Given entries:
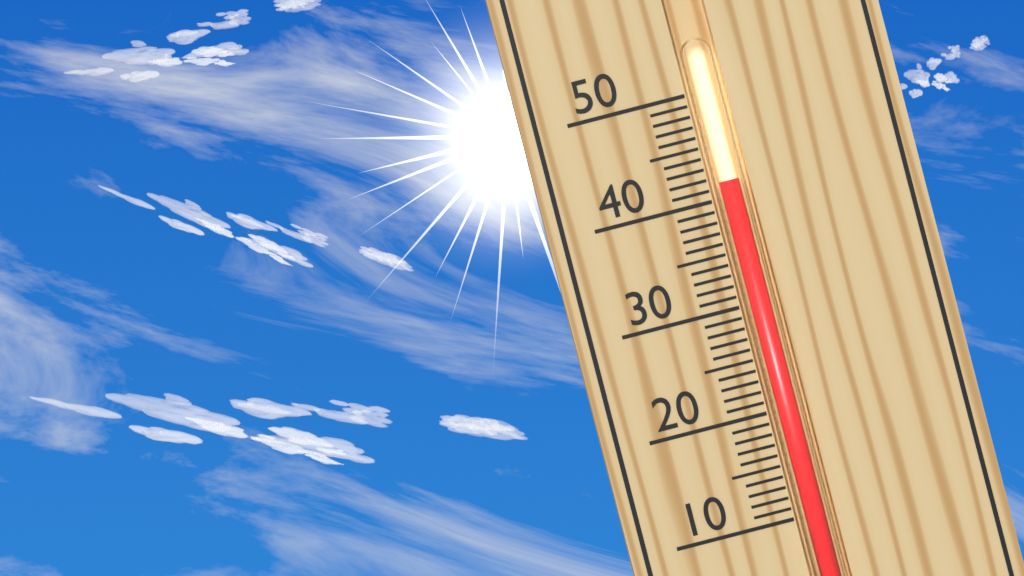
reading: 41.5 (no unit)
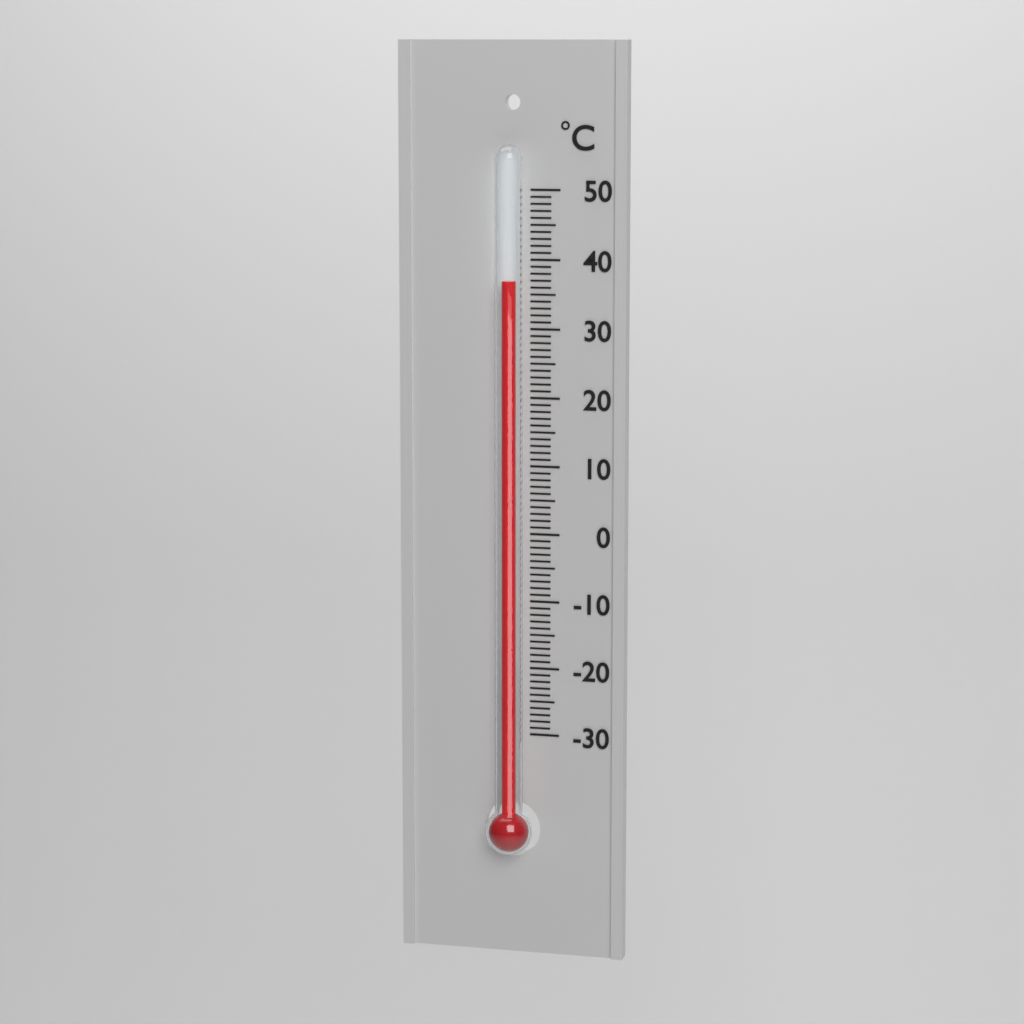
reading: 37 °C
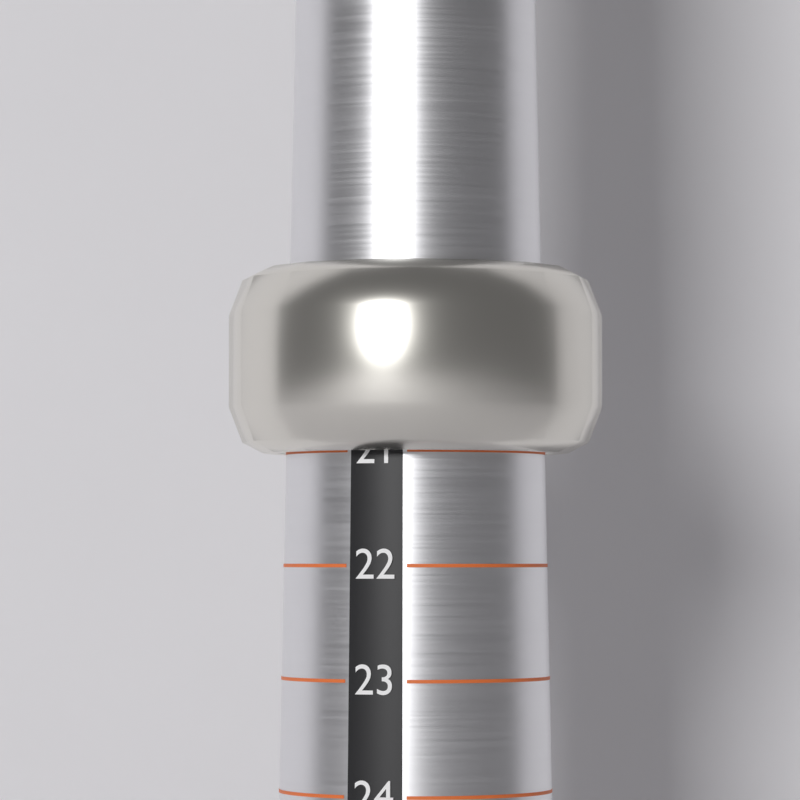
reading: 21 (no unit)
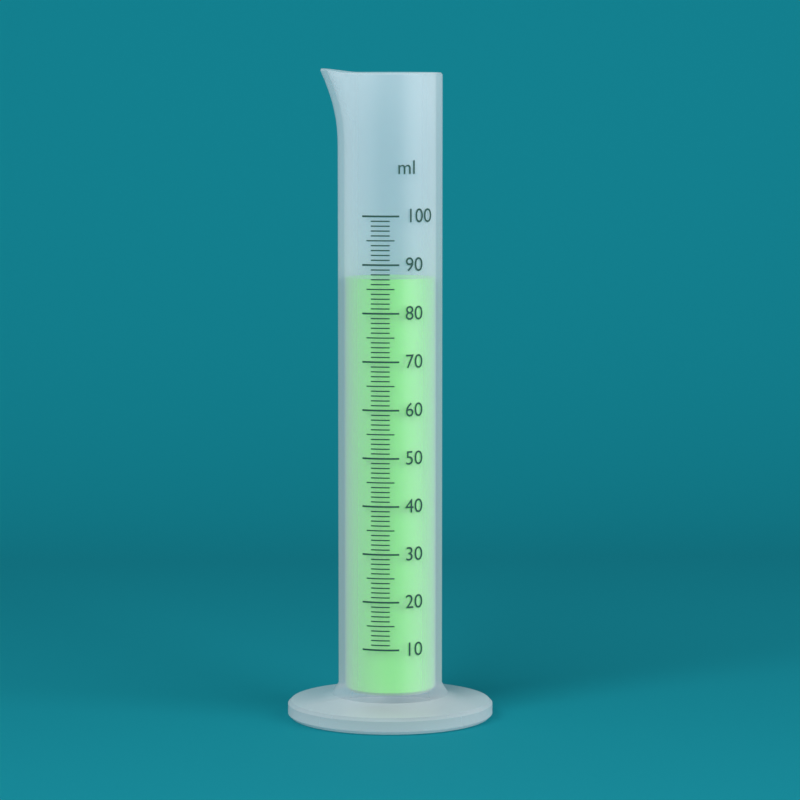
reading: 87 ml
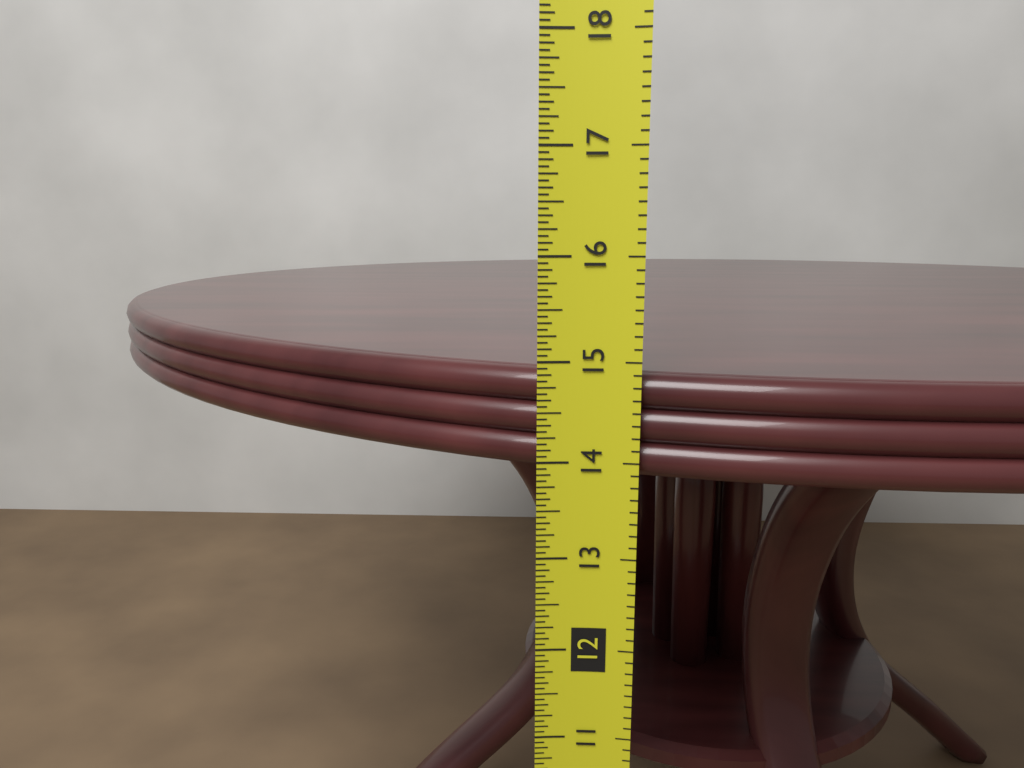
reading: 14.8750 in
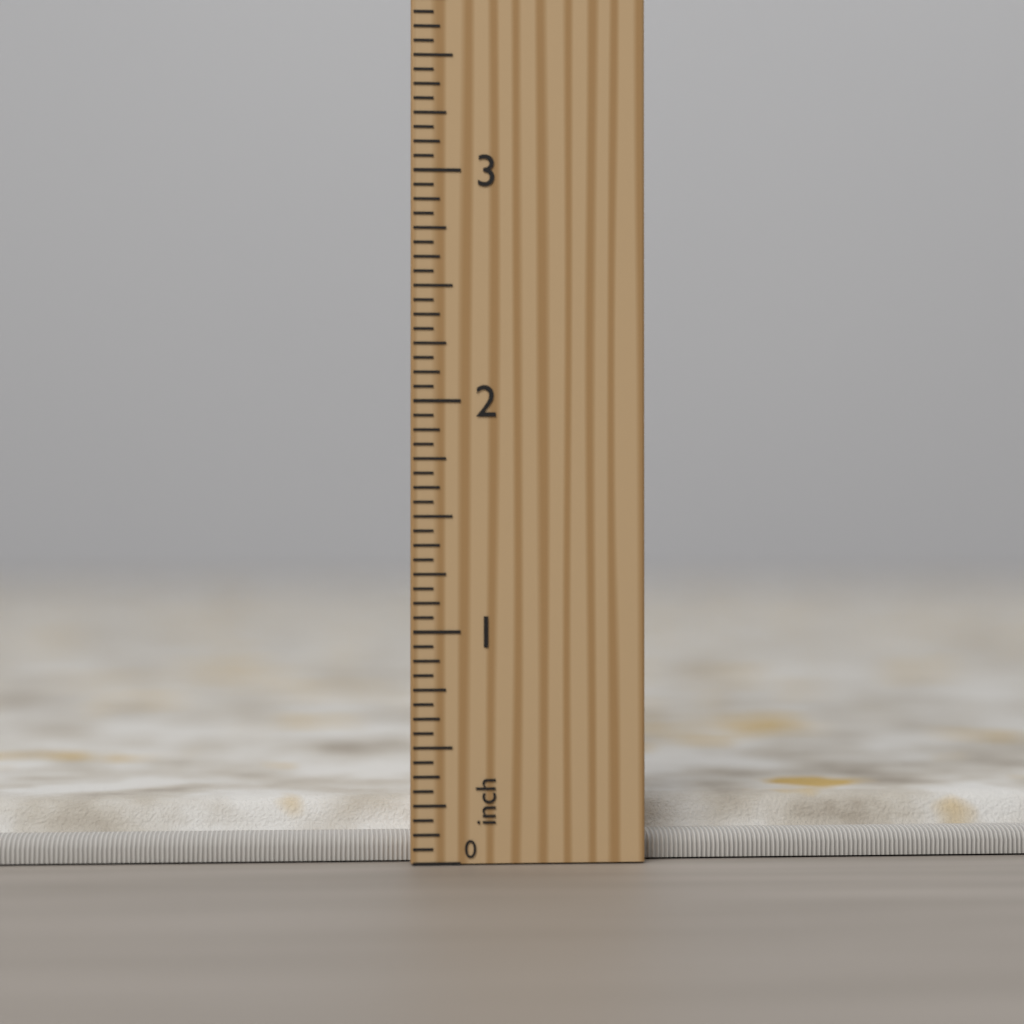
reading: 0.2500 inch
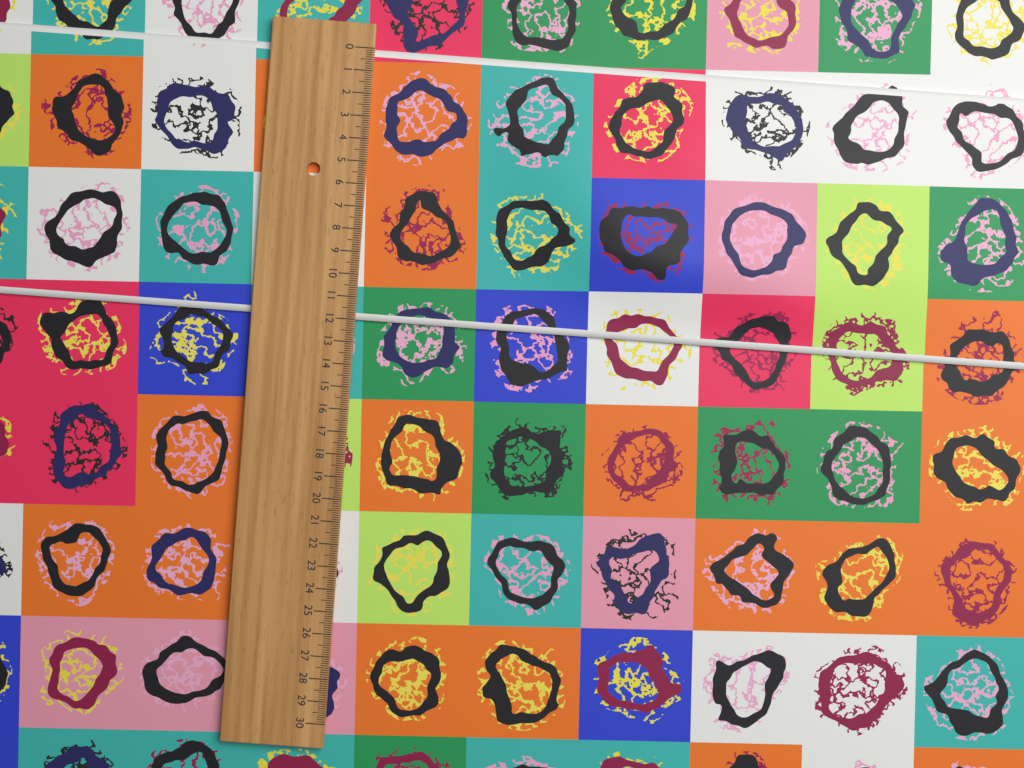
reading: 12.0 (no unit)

Brief: Leave the pictures out. Otherwise, output the listing above exactly.

Answer to this task:
reading: 41.5 (no unit)
reading: 37 °C
reading: 21 (no unit)
reading: 87 ml
reading: 14.8750 in
reading: 0.2500 inch
reading: 12.0 (no unit)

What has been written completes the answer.